William Regal talked about how he spent eight weeks in hospital at the end of 2018 after contracting sepsis in his leg, during an appearance on Chris Jericho’s podcast:
“Once I was released – I went home two weeks before Christmas. The reason being, which we might get to, the last time my family were all together was 2018 for Christmas, and I was in hospital for eight weeks. I was given at one point 24 hours to live, I had sepsis in my leg, they were gonna cut my leg off. This is January 4, 2019. So I insisted on going home for Christmas, because you know I’ve been through a lot. I had a hell of year 2018… sorry, it’s a bit, like, I usually just tell people, but now I’m sat with you and I’m comfortable, things hit you a little bit.”
Regal then discussed other health issues over the years:
“You know I’ve had a lot of heart trouble at different times. And since 1998, I got Pericarditis, and Pericarditis is an inflammation of the sack around your heart, and what it does is scar that sack. So your heart can beat, but that sack can kind of lock down. But because I always – it might not have looked like I trained as hard as I did – but I always did all the squats, always breathing, always taking bumps in wrestling, it kept that from locking down and going solid. There’s a skin around your heart, your Pericard. Well I went to India and got really sick, still nobody knows what that was. I was off for a year – I came back and a few months later it hit me really bad and I was off for a year.”
“This is another story. And so I’d had bouts on and off right? At the same time, now I know I’d been wrestling with a broken neck since 1993. From the first year I came in America, the firs time I won the WCW Television Title, I was on with Ricky Steamboat, I’m 25 years old, and you can actually watch this. The finish is me giving him a German Suplex, and if you watch – you know I can fall into a bridge – I land and you can see it clear as day if you watch this right now – you see my neck… my head hits, and my neck just goes to the side, and it went ‘crack’. And all my arms went dead, and it was never right after that. It was never right, but it sort of went it better, it went away. And what I used to get a lot was all this spasming in my left trap, and my neck would get stiff, but I always bridged and did all that stuff, right?So I ended up having my neck done in 2014, that was the end of my wrestling career. In 2013, I wasn’t wrestling that much, I was winding down, doing a lot of commentary, whatever I was doing with NXT, which was all great. And I knew my time was… you know, I was beat up. I worked it out – if you take away the last few years of my career, take away when I say I started the first year, so go from 1994 to when I finished, apart from a year being out, a few times off – and I took very little time off with some major injuries, you just never never said anything, just didn’t do it – and a couple of suspensions, I wrestled solidly for a minimum of 150 days a year. Minimum, for 26 years. You (Jericho) were smart because you used to take a couple of years off every now and then… you had other… well I don’t have any other interests or anything else going on and it was always that thing that was drilled into me. I always thought, ‘If I can just get a 20 year career’, I was in wonderland.”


**WHAT THE TASK ASKS:**
The lines from the one containing "Locate an element on the screen. The height" through the end of the entries are what to output; reproduce them exactly and add nothing.

*** Begin section ***

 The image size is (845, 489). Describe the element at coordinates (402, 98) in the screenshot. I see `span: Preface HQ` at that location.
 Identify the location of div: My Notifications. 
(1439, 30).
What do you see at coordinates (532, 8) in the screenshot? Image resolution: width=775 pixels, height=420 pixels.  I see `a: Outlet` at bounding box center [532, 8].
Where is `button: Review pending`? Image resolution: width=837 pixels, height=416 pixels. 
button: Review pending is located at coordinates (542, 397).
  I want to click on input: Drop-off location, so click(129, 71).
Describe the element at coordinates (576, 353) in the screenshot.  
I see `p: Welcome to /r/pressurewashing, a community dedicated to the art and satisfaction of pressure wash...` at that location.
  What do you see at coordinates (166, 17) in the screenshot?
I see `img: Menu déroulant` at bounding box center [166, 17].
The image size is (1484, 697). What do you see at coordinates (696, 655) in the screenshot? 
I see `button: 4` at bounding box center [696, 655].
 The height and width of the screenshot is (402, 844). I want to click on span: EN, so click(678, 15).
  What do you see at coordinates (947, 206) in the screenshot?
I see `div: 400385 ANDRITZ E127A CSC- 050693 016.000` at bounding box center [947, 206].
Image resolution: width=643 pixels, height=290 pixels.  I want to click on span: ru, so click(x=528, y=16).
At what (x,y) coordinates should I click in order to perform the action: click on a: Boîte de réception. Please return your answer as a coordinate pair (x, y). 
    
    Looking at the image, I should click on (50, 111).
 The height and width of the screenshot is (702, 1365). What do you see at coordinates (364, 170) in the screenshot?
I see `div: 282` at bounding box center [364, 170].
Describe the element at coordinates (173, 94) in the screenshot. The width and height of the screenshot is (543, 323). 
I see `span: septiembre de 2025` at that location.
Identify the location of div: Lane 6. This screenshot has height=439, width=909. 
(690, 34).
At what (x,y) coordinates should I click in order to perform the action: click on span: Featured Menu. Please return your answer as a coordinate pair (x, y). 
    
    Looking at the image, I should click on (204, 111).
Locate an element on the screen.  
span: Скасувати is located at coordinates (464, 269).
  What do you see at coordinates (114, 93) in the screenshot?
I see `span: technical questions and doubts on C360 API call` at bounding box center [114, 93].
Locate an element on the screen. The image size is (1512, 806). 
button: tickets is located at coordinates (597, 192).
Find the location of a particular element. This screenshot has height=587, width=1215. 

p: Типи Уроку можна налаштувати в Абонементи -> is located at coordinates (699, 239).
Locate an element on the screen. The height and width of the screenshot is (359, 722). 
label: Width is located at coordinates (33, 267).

*** End section ***

**SOLUTION:**
Locate an element on the screen. The height and width of the screenshot is (359, 722). 
label: Width is located at coordinates (33, 267).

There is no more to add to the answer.